Want to really thrill your brand manager? Identify value propositions that work both universally and find ones that may be country-specific: that gives them the best of both worlds from which to choose. For example, “Brand X has four unique, defensible value proposition options. Two are universal; two are country-specific” (followed, of course by your awesome data).

Translating market research to the language of market share goals

Market share goals can vary quite a bit, but usually are along the lines of, “Our goal is the be number one in our market, or a newer entrant might be aiming for “10 percent market share by 2020.” These are examples of the very precise, measurable goals for which a brand manager may have responsibility. And because many executive teams use market share as a KPI (Key Performance Indicator), this can be high visibility work for the brand manager.

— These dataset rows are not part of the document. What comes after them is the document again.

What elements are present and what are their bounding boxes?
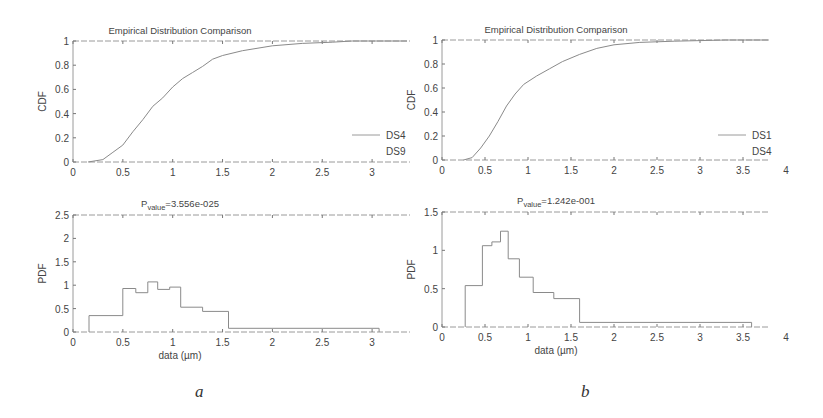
y-axis-label: PDF [37,264,48,284]
x-tick-label: 3 [697,165,703,176]
y-tick-label: 0.8 [424,59,438,70]
chart-b-pdf: 00.511.522.533.5400.511.5PDFPvalue=1.242… [406,195,789,356]
x-tick-label: 3 [369,167,375,178]
x-tick-label: 2 [611,165,617,176]
x-tick-label: 1 [170,337,176,348]
y-axis-label: PDF [406,260,417,280]
panel-label-a: a [195,382,204,402]
chart-a-cdf: 00.511.522.5300.20.40.60.81CDFEmpirical … [37,25,410,178]
cdf-line [88,41,407,162]
y-tick-label: 0.5 [55,304,69,315]
chart-a-pdf: 00.511.522.5300.511.522.5PDFPvalue=3.556… [37,198,410,361]
figure: 00.511.522.5300.20.40.60.81CDFEmpirical … [0,0,823,418]
x-tick-label: 4 [783,165,789,176]
y-tick-label: 0 [432,155,438,166]
x-tick-label: 2 [611,332,617,343]
y-tick-label: 0.2 [424,131,438,142]
x-tick-label: 1 [525,165,531,176]
y-tick-label: 1 [63,36,69,47]
y-tick-label: 1 [432,35,438,46]
legend-entry: DS4 [386,130,406,141]
x-axis-label: data (µm) [535,345,578,356]
legend-entry: DS4 [752,146,772,157]
x-tick-label: 1.5 [216,167,230,178]
x-tick-label: 3.5 [736,165,750,176]
chart-title: Pvalue=3.556e-025 [141,198,219,212]
x-tick-label: 3 [697,332,703,343]
y-tick-label: 1.5 [55,257,69,268]
chart-title: Pvalue=1.242e-001 [517,195,595,209]
panel-label-b: b [581,382,590,402]
x-tick-label: 1.5 [564,332,578,343]
cdf-line [464,40,769,160]
y-tick-label: 0.4 [55,109,69,120]
x-tick-label: 0 [70,337,76,348]
x-tick-label: 2.5 [650,165,664,176]
legend-entry: DS9 [386,146,406,157]
x-tick-label: 2.5 [650,332,664,343]
y-tick-label: 0.4 [424,107,438,118]
y-tick-label: 2 [63,233,69,244]
x-tick-label: 1 [525,332,531,343]
x-tick-label: 3 [369,337,375,348]
x-tick-label: 4 [783,332,789,343]
y-axis-label: CDF [406,90,417,111]
y-axis-label: CDF [37,91,48,112]
y-tick-label: 0.2 [55,133,69,144]
legend-entry: DS1 [752,130,772,141]
y-tick-label: 0.6 [55,84,69,95]
pdf-histogram [89,282,379,332]
x-tick-label: 2 [270,167,276,178]
y-tick-label: 0.8 [55,60,69,71]
chart-title: Empirical Distribution Comparison [108,25,251,36]
y-tick-label: 0 [63,157,69,168]
x-axis-label: data (µm) [159,350,202,361]
y-tick-label: 0 [432,322,438,333]
y-tick-label: 0 [63,327,69,338]
x-tick-label: 2 [270,337,276,348]
x-tick-label: 0.5 [116,167,130,178]
y-tick-label: 1 [63,280,69,291]
x-tick-label: 0 [439,332,445,343]
x-tick-label: 1.5 [216,337,230,348]
x-tick-label: 2.5 [315,167,329,178]
x-tick-label: 3.5 [736,332,750,343]
x-tick-label: 0.5 [116,337,130,348]
x-tick-label: 2.5 [315,337,329,348]
y-tick-label: 2.5 [55,210,69,221]
y-tick-label: 1.5 [424,207,438,218]
y-tick-label: 0.6 [424,83,438,94]
chart-b-cdf: 00.511.522.533.5400.20.40.60.81CDFEmpiri… [406,24,789,176]
chart-title: Empirical Distribution Comparison [484,24,627,35]
x-tick-label: 0.5 [478,165,492,176]
x-tick-label: 0.5 [478,332,492,343]
x-tick-label: 0 [439,165,445,176]
y-tick-label: 1 [432,245,438,256]
pdf-histogram [465,231,751,327]
x-tick-label: 0 [70,167,76,178]
x-tick-label: 1.5 [564,165,578,176]
y-tick-label: 0.5 [424,284,438,295]
x-tick-label: 1 [170,167,176,178]
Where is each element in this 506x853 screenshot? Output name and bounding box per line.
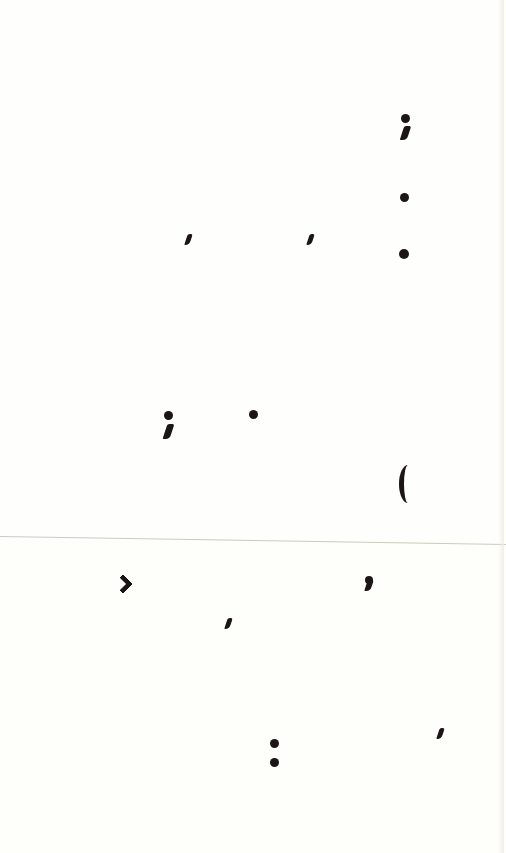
lower-sheet	[0, 541, 504, 853]
period-mark	[249, 410, 259, 420]
colon-mark	[270, 739, 280, 769]
comma-mark	[364, 576, 374, 592]
period-mark	[400, 193, 410, 203]
chevron-mark	[116, 574, 132, 592]
comma-mark	[225, 618, 232, 630]
upper-sheet	[0, 0, 504, 541]
comma-mark	[185, 234, 192, 246]
period-mark	[399, 249, 409, 259]
comma-mark	[437, 728, 444, 740]
page-edge	[498, 0, 504, 853]
open-parenthesis-mark	[399, 465, 417, 503]
comma-mark	[307, 234, 314, 246]
semicolon-mark	[164, 411, 176, 441]
semicolon-mark	[400, 113, 412, 143]
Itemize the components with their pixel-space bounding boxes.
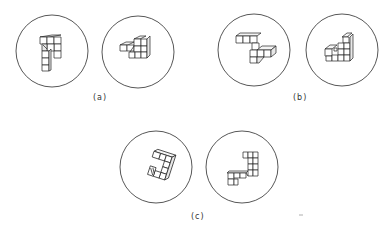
view-b-left [218, 14, 290, 86]
view-c-left [120, 131, 192, 203]
mental-rotation-figure: (a) (b) (c) [0, 0, 389, 236]
cube-figure [147, 148, 176, 180]
view-a-right [102, 16, 174, 88]
view-circle [206, 131, 278, 203]
view-c-right [206, 131, 278, 203]
view-a-left [16, 15, 88, 87]
view-b-right [306, 14, 378, 86]
cube-figure [120, 36, 150, 58]
cube-figure [325, 33, 353, 61]
cube-figure [40, 35, 61, 71]
panel-label-c: (c) [191, 212, 205, 221]
cube-figure [227, 152, 258, 185]
panel-label-b: (b) [293, 93, 307, 102]
figure-canvas [0, 0, 389, 236]
view-circle [120, 131, 192, 203]
panel-label-a: (a) [93, 93, 107, 102]
cube-figure [236, 33, 276, 63]
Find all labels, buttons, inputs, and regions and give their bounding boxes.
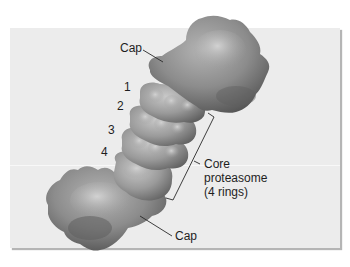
label-ring-2: 2 bbox=[117, 100, 124, 113]
label-core-line3: (4 rings) bbox=[204, 186, 248, 199]
core-bracket-tick bbox=[194, 161, 200, 164]
label-cap-top: Cap bbox=[120, 42, 142, 55]
label-ring-1: 1 bbox=[124, 81, 131, 94]
proteasome-illustration bbox=[0, 0, 350, 267]
label-cap-bottom: Cap bbox=[175, 230, 197, 243]
label-ring-3: 3 bbox=[108, 124, 115, 137]
label-core-line1: Core bbox=[204, 158, 230, 171]
label-ring-4: 4 bbox=[101, 146, 108, 159]
label-core-line2: proteasome bbox=[204, 172, 267, 185]
cap-bottom-leader-line bbox=[140, 216, 172, 236]
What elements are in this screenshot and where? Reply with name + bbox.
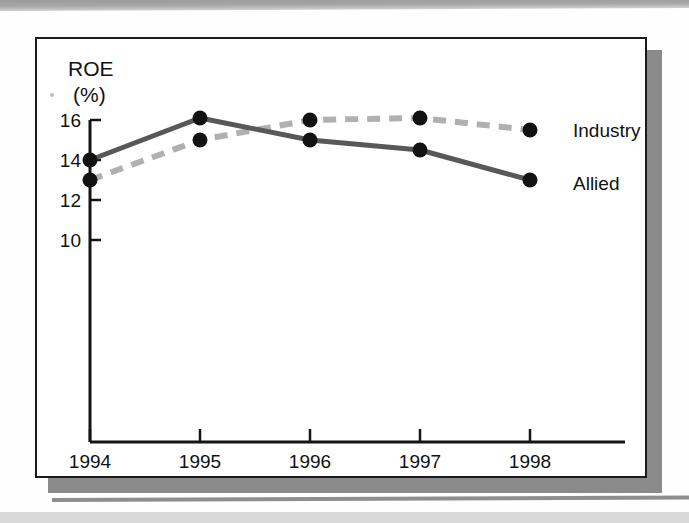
- scan-artifact-top-band: [0, 0, 689, 11]
- data-point: [523, 123, 538, 138]
- data-point: [413, 111, 428, 126]
- x-tick-label-1996: 1996: [289, 451, 331, 472]
- data-point: [303, 113, 318, 128]
- x-tick-label-1995: 1995: [179, 451, 221, 472]
- data-point: [523, 173, 538, 188]
- legend-label-industry: Industry: [573, 120, 641, 141]
- scan-artifact-bottom-band: [0, 512, 689, 523]
- roe-line-chart: ROE (%) 16 14 12 10 1994 1995 1996 1997 …: [37, 39, 649, 480]
- x-tick-label-1998: 1998: [509, 451, 551, 472]
- x-tick-label-1997: 1997: [399, 451, 441, 472]
- data-point: [303, 133, 318, 148]
- data-point: [193, 133, 208, 148]
- legend-label-allied: Allied: [573, 173, 619, 194]
- data-point: [83, 153, 98, 168]
- y-axis-title: ROE: [68, 57, 114, 80]
- series-markers-industry: [83, 111, 538, 188]
- y-tick-label-16: 16: [60, 110, 81, 131]
- x-tick-label-1994: 1994: [69, 451, 112, 472]
- y-tick-label-10: 10: [60, 230, 81, 251]
- data-point: [413, 143, 428, 158]
- scan-artifact-rule: [52, 496, 689, 502]
- chart-plot-area: ROE (%) 16 14 12 10 1994 1995 1996 1997 …: [37, 39, 649, 480]
- data-point: [83, 173, 98, 188]
- data-point: [193, 111, 208, 126]
- y-tick-label-14: 14: [60, 150, 82, 171]
- chart-frame: ROE (%) 16 14 12 10 1994 1995 1996 1997 …: [35, 37, 647, 478]
- scan-speck: [50, 93, 54, 97]
- y-tick-label-12: 12: [60, 190, 81, 211]
- y-axis-unit: (%): [73, 83, 106, 106]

To speak this language, any research that can be used to advance the stated market share goal needs to be explicit. Here are two research statements that use language a market share-driving brand manager would love:

  • “Brand X has potential to gain market share from Competitor Y. Research results reveal that of the top competitors, Competitor Y has notable weaknesses that align with our strengths. Its customers already have high awareness and positive perceptions of our brand. Further, more than 50 percent of Y’s customers are frustrated by its product’s “ease-of-use” and “personalization features” — two attributes on which Brand X can objectively demonstrate superiority.”
  • “We have an opportunity to boost our market share momentum by being the first of our competitive set to meet emerging need A. The research reveals a previously-unrecognized need for a product that does A. None of our competitors currently address A, and our best competitive intelligence suggests that it isn’t in current product roadmaps.” That’s a lot more powerful than “Our research has uncovered a new, emerging customer need for A.” Work in the phrase “first-mover advantage” and they will be delirious with delight!

One sentence at a time

Brand managers want to apply your fantastic market research data to their work, but if you want them to really use it, make it easy. Use the keywords and phrases that they use in their day-to-day work.


This article was written by Kathryn Korostoff, lead instructor and president at Research Rockstar, LLC.

ABOUT RESEARCH ROCKSTAR, LLC
Research Rockstar delivers training and staffing services to busy professionals seeking Market Research excellence. Their 25+ training classes are offered in both online and on-site formats, and include options to earn Insights Association Certificates. Their Rent-a-Researcher staffing services place qualified market research experts, covering temporary needs due to project fluctuations, maternity leaves or other staffing disruptions.